By Kerri Smith
New species might arise as a result of single rare events, rather than through the gradual accumulation of many small changes over time, according to a study of thousands of species and their evolutionary family trees.
This contradicts a widely accepted theory of how speciation occurs: that species are continually changing to keep pace with their environment, and that new species emerge as these changes accrue. Known as the 'Red Queen' hypothesis, it is named after the character in Lewis Carroll's book Through the Looking-Glass, and What Alice Found There who tells a surprised Alice: "Here, you see, it takes all the running you can do, to keep in the same place."
The Red Queen hypothesis rests on the idea that species must continuously evolve just to hang on to their ecological niche. That gradual evolution is driven by the constant genetic churn of sexual selection.
A consequence of this is that all of the species in a particular family, or genus, gradually evolve to form new species at the same rate.
But Mark Pagel and his team at the University of Reading, UK, challenge this idea. In a paper published today in Nature, they compared four models of speciation -- one of which was the Red Queen hypothesis -- to see which best explains the rate of speciation in more than 100 species groups from the animal and plant kingdoms, including bumblebees, turtles, foxes and roses.
They looked at the lengths of branches in thousands of species' evolutionary trees contained within these groups to estimate the time periods between speciation events.
When the team compared how well the four models fitted the groups' evolutionary histories, the Red Queen idea that species form through a catalogue of incremental changes fitted no more than 8% of the family trees.
Conversely, almost 80% of the trees fitted a model in which new species emerge from single rare evolutionary events. The Red Queen, it seems, is not running to keep up, but jumping a longer distance and then pausing for a while1.
"What we've shown is that speciation is about happy accidents -- rare events that happen in the environment that cause a species to speciate," says Pagel. These events could include a mountain range being thrust up or a shift in climate, he says.
The team's findings might stir things up in the world of evolutionary biology. "It really goes against the grain because most of us have this Darwinian view of speciation," says Pagel. "What we're saying is that to think about natural selection as the cause of speciation is perhaps wrong."
Mike Benton, a palaeontologist at the University of Bristol, UK, agrees that the work might ruffle a few feathers, adding that it could also shift attention to how groups of species evolve, rather than the minutiae of competition or predation effects that affect a single species. Where speciation is concerned, at least, "maybe all of this squabbling in the undergrowth is quite irrelevant".
Evolutionary biologists will also "look closely at the methods", Benton predicts. The paper's heavily computational approach, crunching large amounts of data from phylogenetic trees, has not traditionally been applied to evolutionary theories.
But Pagel thinks they will be able to convince others that their approach is useful. "We think people will come around because it will start to unravel some mysteries about speciation," he says.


**Exercise directions**
Give, as a bare number, the count of lines below that contain "panel".

**Supplied data**
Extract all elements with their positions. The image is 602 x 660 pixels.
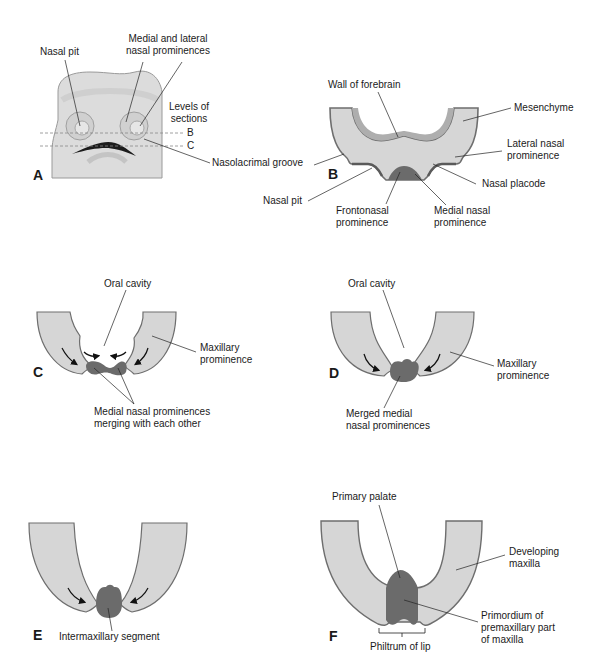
label-mesenchyme: Mesenchyme <box>514 102 573 114</box>
label-medial-nasal-prominence: Medial nasal prominence <box>434 205 490 229</box>
panel-e-section <box>29 523 187 631</box>
panel-b-section <box>308 92 511 205</box>
label-merged-medial-nasal: Merged medial nasal prominences <box>346 408 430 432</box>
panel-letter-d: D <box>329 366 339 380</box>
label-level-c: C <box>187 140 194 152</box>
panel-letter-a: A <box>33 168 43 182</box>
panel-d-section <box>331 290 494 408</box>
label-oral-cavity-c: Oral cavity <box>104 278 151 290</box>
panel-letter-f: F <box>329 629 338 643</box>
label-nasolacrimal-groove: Nasolacrimal groove <box>212 157 303 169</box>
panel-f-section <box>321 505 505 637</box>
panel-letter-c: C <box>33 365 43 379</box>
label-lateral-nasal-prominence: Lateral nasal prominence <box>507 138 564 162</box>
label-philtrum-of-lip: Philtrum of lip <box>370 641 431 653</box>
label-intermaxillary-segment: Intermaxillary segment <box>59 631 160 643</box>
panel-c-section <box>37 290 196 404</box>
label-wall-of-forebrain: Wall of forebrain <box>328 79 400 91</box>
label-nasal-pit-a: Nasal pit <box>40 46 79 58</box>
label-medial-lateral-nasal-prominences: Medial and lateral nasal prominences <box>126 33 210 57</box>
label-maxillary-prominence-c: Maxillary prominence <box>200 342 252 366</box>
label-oral-cavity-d: Oral cavity <box>348 278 395 290</box>
label-maxillary-prominence-d: Maxillary prominence <box>497 358 549 382</box>
label-premaxillary-primordium: Primordium of premaxillary part of maxil… <box>481 610 555 646</box>
label-medial-nasal-merging: Medial nasal prominences merging with ea… <box>94 406 210 430</box>
label-levels-of-sections: Levels of sections <box>169 101 209 125</box>
panel-letter-b: B <box>328 167 338 181</box>
label-developing-maxilla: Developing maxilla <box>509 546 559 570</box>
label-nasal-placode: Nasal placode <box>482 178 545 190</box>
panel-letter-e: E <box>33 628 42 642</box>
label-frontonasal-prominence: Frontonasal prominence <box>336 205 389 229</box>
label-level-b: B <box>187 127 194 139</box>
label-primary-palate: Primary palate <box>332 491 396 503</box>
label-nasal-pit-b: Nasal pit <box>263 195 302 207</box>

**Result**
11